Young readers will love guessing the next animal dream from clues in the text and art. For instance, a cloud above the elephant herd turns into a falcon. In dreamlike fashion, the animal appearances gradually speed up until an entire menagerie rapidly unfolds—a chameleon, a star-nosed mole, a hummingbird, sea turtles and more.

There’s a lovely, curvaceous fluidity to Wenzel’s art that ties each animal dream to another. He is a master colorist, whether when drawing a monarch butterfly so vivid you can practically see its wings flutter, or a prowling tiger jumping into a bright rainbow of a jungle with a giant paw so fluffy you can almost feel it. Throughout the intriguing mixture of animals and habitats, Wenzel uses eyes as a unifying theme and makes each pair a focal point that will draw in readers.

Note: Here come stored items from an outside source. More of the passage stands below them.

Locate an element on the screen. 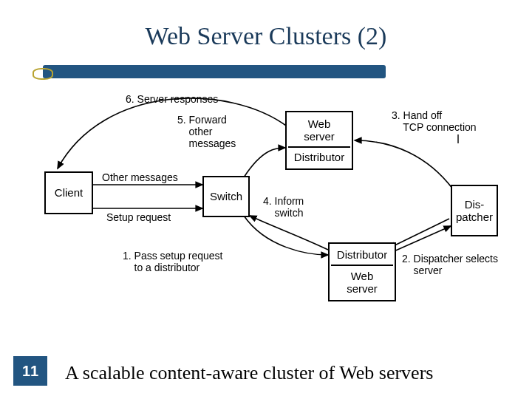 Image resolution: width=532 pixels, height=399 pixels. label-1: 1. Pass setup request to a distributor is located at coordinates (173, 262).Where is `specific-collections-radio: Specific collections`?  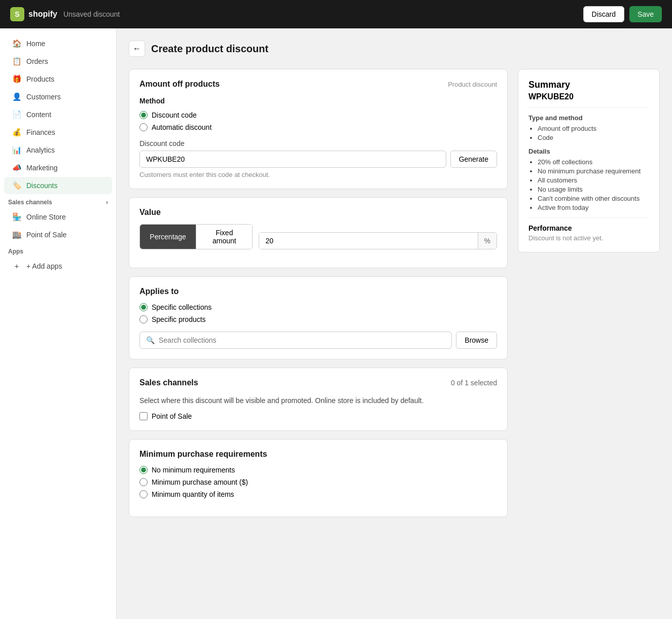 specific-collections-radio: Specific collections is located at coordinates (319, 307). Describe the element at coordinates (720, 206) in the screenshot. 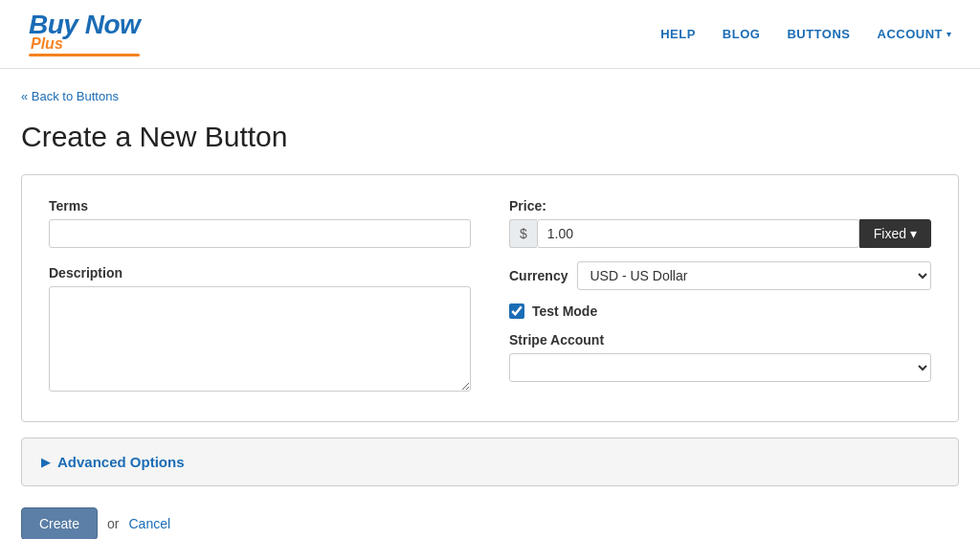

I see `price-label-row: Price:` at that location.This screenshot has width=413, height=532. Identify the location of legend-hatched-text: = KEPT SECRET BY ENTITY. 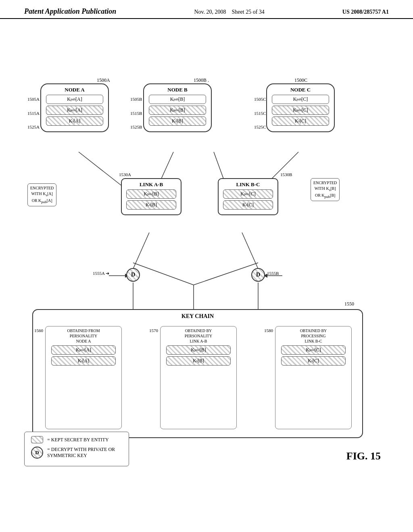
(78, 440).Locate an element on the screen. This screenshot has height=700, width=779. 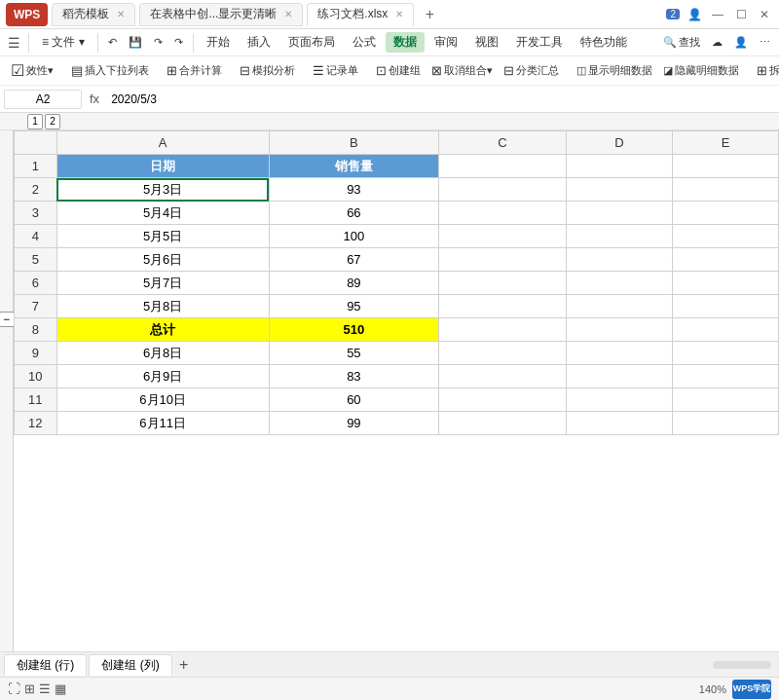
search-button: 🔍 查找 is located at coordinates (682, 43).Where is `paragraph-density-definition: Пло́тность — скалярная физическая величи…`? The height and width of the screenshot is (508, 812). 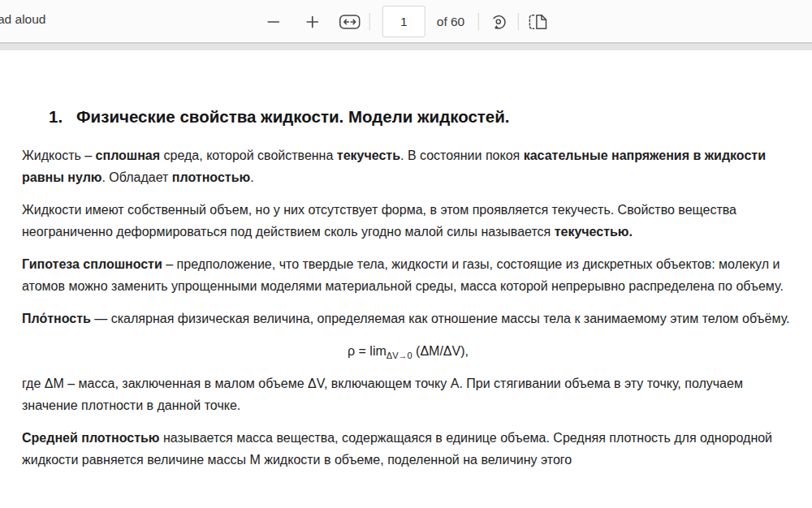
paragraph-density-definition: Пло́тность — скалярная физическая величи… is located at coordinates (408, 318). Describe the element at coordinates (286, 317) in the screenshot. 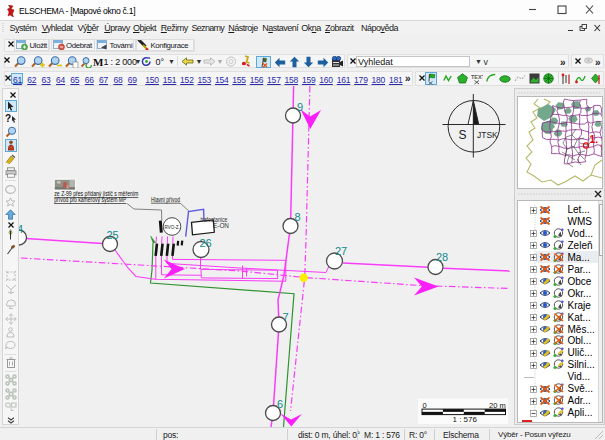

I see `svg-text: 7` at that location.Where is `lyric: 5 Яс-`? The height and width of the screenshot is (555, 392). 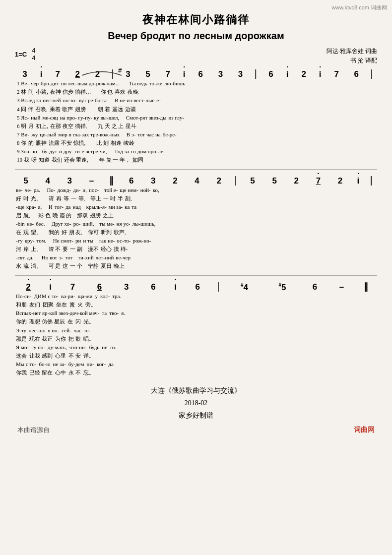
lyric: 5 Яс- is located at coordinates (23, 118).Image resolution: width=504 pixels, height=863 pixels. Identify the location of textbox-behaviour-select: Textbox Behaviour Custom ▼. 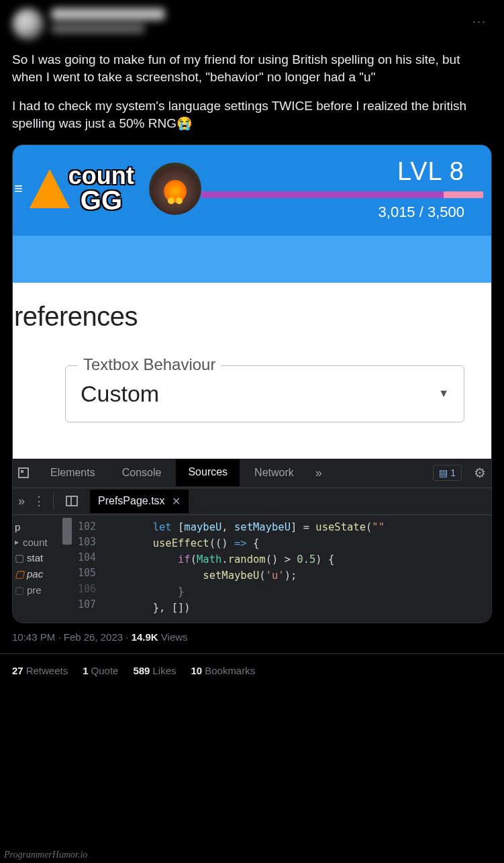
(264, 394).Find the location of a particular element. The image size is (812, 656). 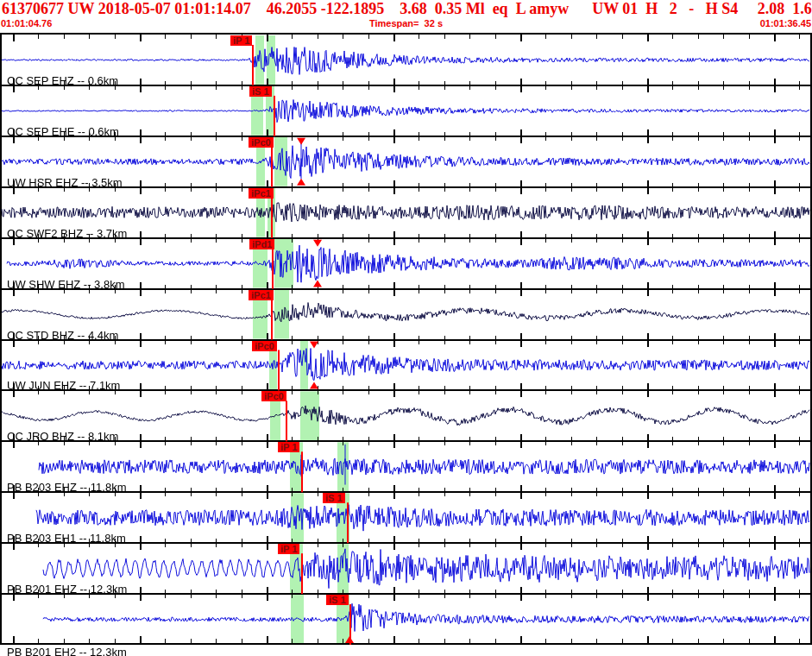

phase-pick-label: iPd1 is located at coordinates (262, 244).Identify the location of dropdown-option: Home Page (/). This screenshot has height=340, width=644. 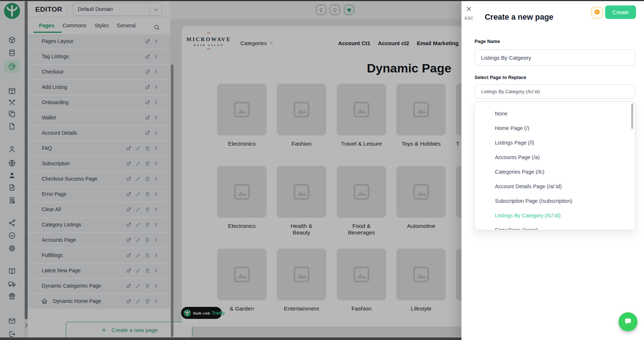
(555, 128).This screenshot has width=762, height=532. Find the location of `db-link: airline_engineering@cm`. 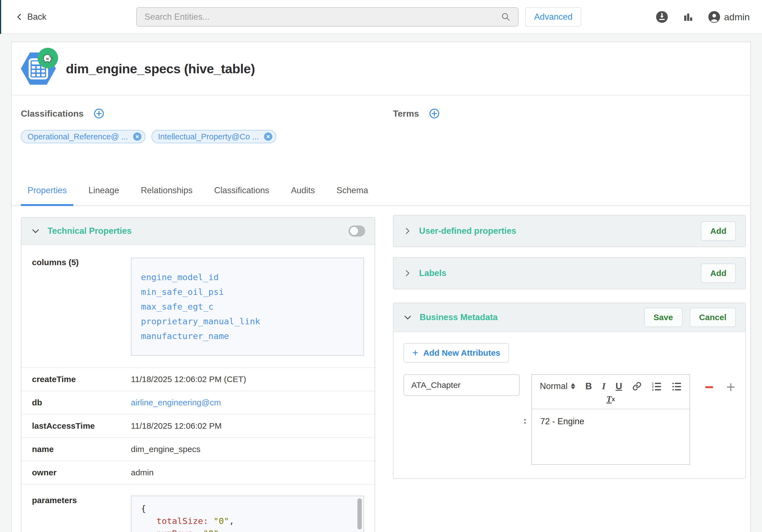

db-link: airline_engineering@cm is located at coordinates (176, 403).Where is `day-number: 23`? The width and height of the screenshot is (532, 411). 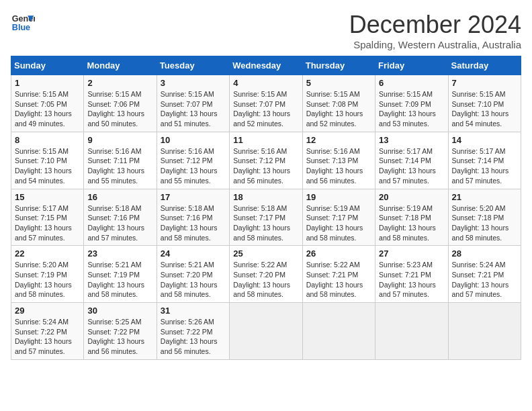
day-number: 23 is located at coordinates (120, 254).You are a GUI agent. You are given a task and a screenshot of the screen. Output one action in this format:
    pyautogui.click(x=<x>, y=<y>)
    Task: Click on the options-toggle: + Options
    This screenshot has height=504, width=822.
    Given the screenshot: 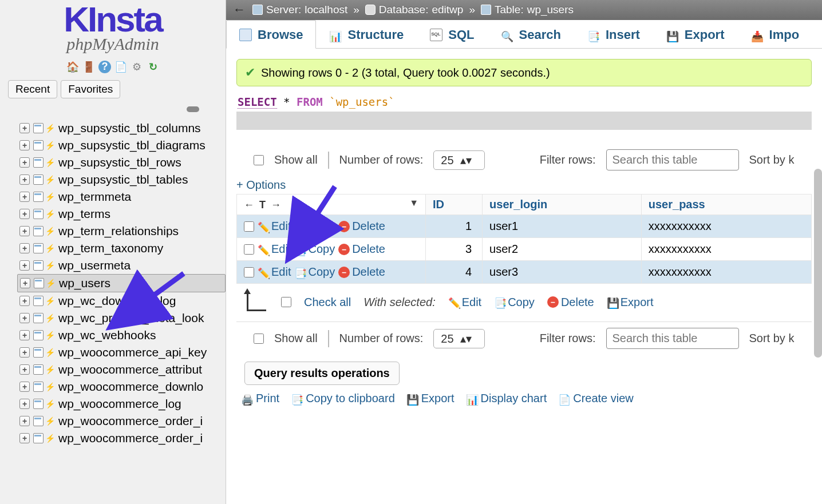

Variations of the refrain “until you came . . . and woke me from that dream” repeat until finally the child wakes up for real. Later, as the child slips “beneath the warm weight of a blanket,” readers are brought back to the salamander’s blanket of decaying leaves from the book’s beginning. Every Dreaming Creature is an eye-catching succession of nighttime visions that promotes a sense of empathy and admiration for the world’s many creatures.

Every Dreaming Creature is an eye-catching succession of nighttime visions that promotes a sense of empathy and admiration for the world’s many creatures.